At the moment the red-headed and vivacious Roberta Jeeves, author of
Died on a Saturday
, was giving her evidence,
struggling
between the desire to escape all responsibility and a certain shy pride in having invented a murder which would work.

She had, she said, no idea whether Mr Michael Wedgwood had read her book or not. It did happen sometimes that a publisher did not read every book he sponsored.

Was that not usually only in the case of well-established authors? Fyshe put the question innocently.

Miss Jeeves reluctantly supposed it would be, and Counsel begged leave to inquire if Miss Jeeves considered that she had been a well-established author at the time of the publication of
Died on a Saturday
.

Miss Jeeves confessed with not unnatural irritation that she had no idea.

Fyshe asked humbly if it were true that in view of the complicated mechanics of the device described and the faithfulness with which they had been executed in real life Miss Jeeves had felt it her duty to call the attention of the police to her book.

Miss Jeeves, holding strong views on the subject of coincidence, was fairly embarked upon a dissertation upon them when she was gently and courteously stopped by the Judge.

Cousin Alexander did not cross-examine.

Miss Curley stirred and smiled nervously in reply to her unknown neighbour’s wink and nod of appreciation. She looked round the court again. Until now she had believed that court proceedings were tedious beyond all bearing and that the greatest ordeal participators had to face was one by ennui, but so far the effect of cumulative drama had never faltered and always just in front of her there had been that strong wide back of the young man she knew, who might be going to die.

Others might find the technicalities of doctors and central heating experts dull, but to Miss Curley every word was of vital importance, every point reached her, and every time the jury whispered together her heart contracted painfully.

Miss Jeeves having returned to her seat, there was a
rustle
at Counsel’s table. Fyshe sat down and the Attorney-General rose to examine as Peter Rigget stepped into the box.

His slightly dilapidated appearance was not enhanced by the green reading light which, shining down upon his papers, was reflected up into his face. He looked puffy because of Mr Campion, unhealthy because of the light, and thoroughly vindictive, which was his own affair.

Miss Curley, who knew nothing about his secret self-deploration, had no sympathy for him at all.

‘Strong case,’ whispered the man at her side. ‘Now they’re coming to it …’

Miss Curley wondered if it was her imagination or that a new excitement was, in fact, growing in the big bright room. The Lord Chief Justice looked as placid as before, but there was certainly a rustle among the clerks and the jury leant forward to see the witness better.

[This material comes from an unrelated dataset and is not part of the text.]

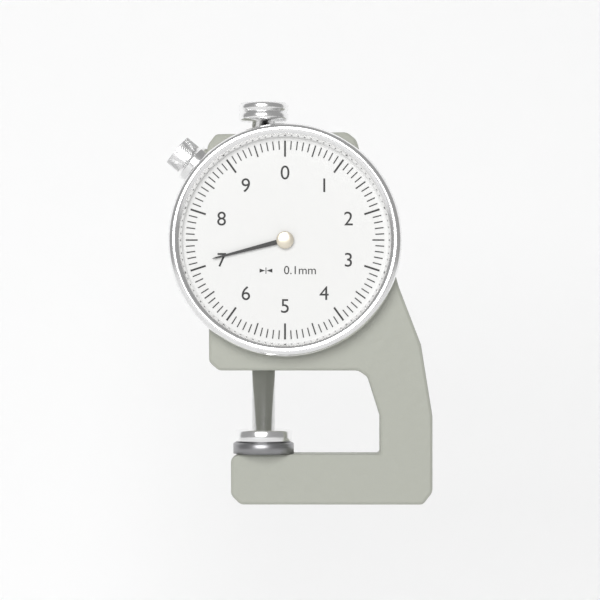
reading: 7.1 mm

It was evident at once that Mr Rigget was aware of his importance. He even permitted himself a sickly nervous smile which was rendered frankly horrific by the green light reflected in his glasses.

Cousin Alexander noticed the little man’s self-satisfaction with grim approval.

Miss Curley glanced at Gina. The girl was very still, her eyes fixed upon the silent figure in the dock. It occurred to the older woman that she was praying.

The Attorney-General began gently in his softest, most ingratiating tone, and Mr Rigget made his opening statement happily.